In future dialogue with his Greek counterpart it will be for Lord Parkinson of Whitley Bay, an undemocratically appointed nonentity who effectively attacked European ideals, to perpetuate MacGregor’s edifying understanding of cultural ownership. If Parkinson insists, like Johnson, that it’s entirely up to the British Museum, he merely confirms that we are witnessing, though more pointedly than anything Byron conjured up, the unfolding curse of Minerva: the BM’s chair is George Osborne, the Lebedev alumnus. Leave aside his fatal carelessness with Britain’s EU membership, Osborne’s 2010 cuts of 30% on arts budgets and 15% on museums were understood, at the time, to be an assault on cultural life. Visiting hours at the British Museum were, courtesy of Osborne, reduced.

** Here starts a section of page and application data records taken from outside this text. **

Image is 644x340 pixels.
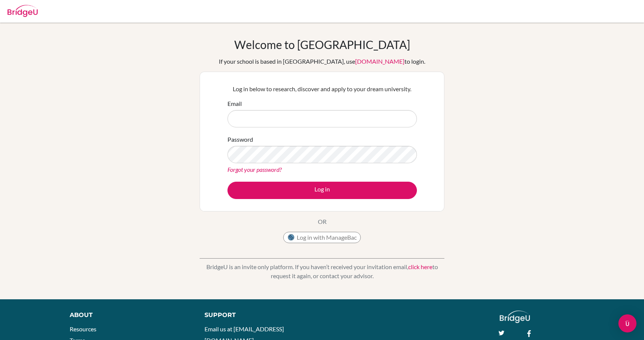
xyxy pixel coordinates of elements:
[618,314,637,333] div: Open Intercom Messenger
[355,57,404,65] a: [DOMAIN_NAME]
[7,5,38,17] img: Bridge-U
[219,57,425,66] div: If your school is based in [GEOGRAPHIC_DATA], use to login.
[408,264,433,270] a: click here
[500,311,531,323] img: logo_white@2x-f4f0deed5e89b7ecb1c2cc34c3e3d731f90f0f143d5ea2071677605dd97b5244.png
[200,262,445,281] p: BridgeU is an invite only platform. If you haven’t received your invitation email, to request it ...
[227,182,417,199] button: Log in
[70,311,188,320] div: About
[284,232,361,243] button: Log in with ManageBac
[227,99,242,108] label: Email
[70,326,97,333] a: Resources
[205,311,314,320] div: Support
[318,217,327,226] p: OR
[234,38,410,51] h1: Welcome to [GEOGRAPHIC_DATA]
[227,166,281,173] a: Forgot your password?
[227,84,417,93] p: Log in below to research, discover and apply to your dream university.
[227,135,253,144] label: Password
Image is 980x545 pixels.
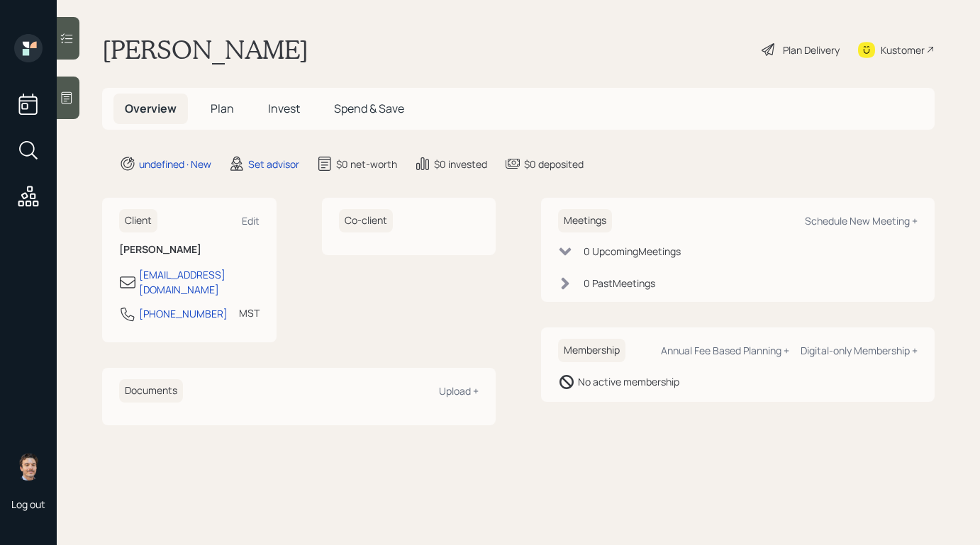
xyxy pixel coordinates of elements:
div: MST [239,305,260,320]
span: Overview [125,101,177,116]
div: Digital-only Membership + [801,344,918,357]
div: Edit [242,214,260,227]
h6: Documents [119,379,183,403]
div: $0 deposited [524,157,584,172]
h6: Membership [558,339,625,362]
h6: [PERSON_NAME] [119,244,260,256]
div: $0 invested [434,157,487,172]
h6: Co-client [339,209,393,232]
div: Annual Fee Based Planning + [661,344,789,357]
div: 0 Upcoming Meeting s [584,244,681,259]
span: Spend & Save [334,101,404,116]
div: Schedule New Meeting + [805,214,918,227]
div: [EMAIL_ADDRESS][DOMAIN_NAME] [139,267,260,297]
div: Plan Delivery [783,43,840,57]
h6: Client [119,209,157,232]
h6: Meetings [558,209,612,232]
div: No active membership [578,374,679,389]
img: robby-grisanti-headshot.png [14,452,43,481]
div: $0 net-worth [336,157,397,172]
div: Upload + [439,384,479,398]
div: Kustomer [881,43,925,57]
div: undefined · New [139,157,211,172]
span: Plan [211,101,234,116]
div: Log out [11,498,45,511]
h1: [PERSON_NAME] [102,34,308,65]
div: [PHONE_NUMBER] [139,306,228,321]
span: Invest [268,101,300,116]
div: 0 Past Meeting s [584,276,655,291]
div: Set advisor [248,157,299,172]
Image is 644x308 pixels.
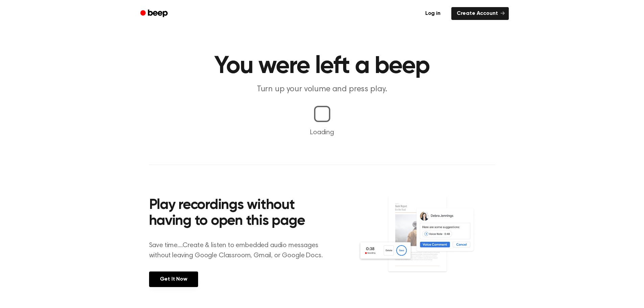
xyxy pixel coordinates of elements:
a: Log in [418,5,447,21]
p: Loading [8,128,635,138]
a: Create Account [451,7,508,20]
a: Beep [136,7,174,20]
a: Get It Now [149,271,198,287]
p: Turn up your volume and press play. [192,84,452,95]
img: Voice Comments on Docs and Recording Widget [358,195,495,287]
h2: Play recordings without having to open this page [149,198,331,229]
h1: You were left a beep [149,54,495,79]
p: Save time....Create & listen to embedded audio messages without leaving Google Classroom, Gmail, ... [149,240,331,261]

That the UK is, after years of Conservative leadership, increasingly internationally recognised as a xenophobic, legally untrustworthy, humanities-averse, parochially minded laughing stock, led by a Hitler-fixated brute, might not be a clinching argument for restoring the plundered marbles to a more deserving European destination. But it’s surely no more preposterous than saying, as a reason for retention, that finders are always keepers.

Catherine Bennett is an Observer columnist

This article was amended on 30 May 2022. On second reference, Minerva had in an earlier version become “Medusa”.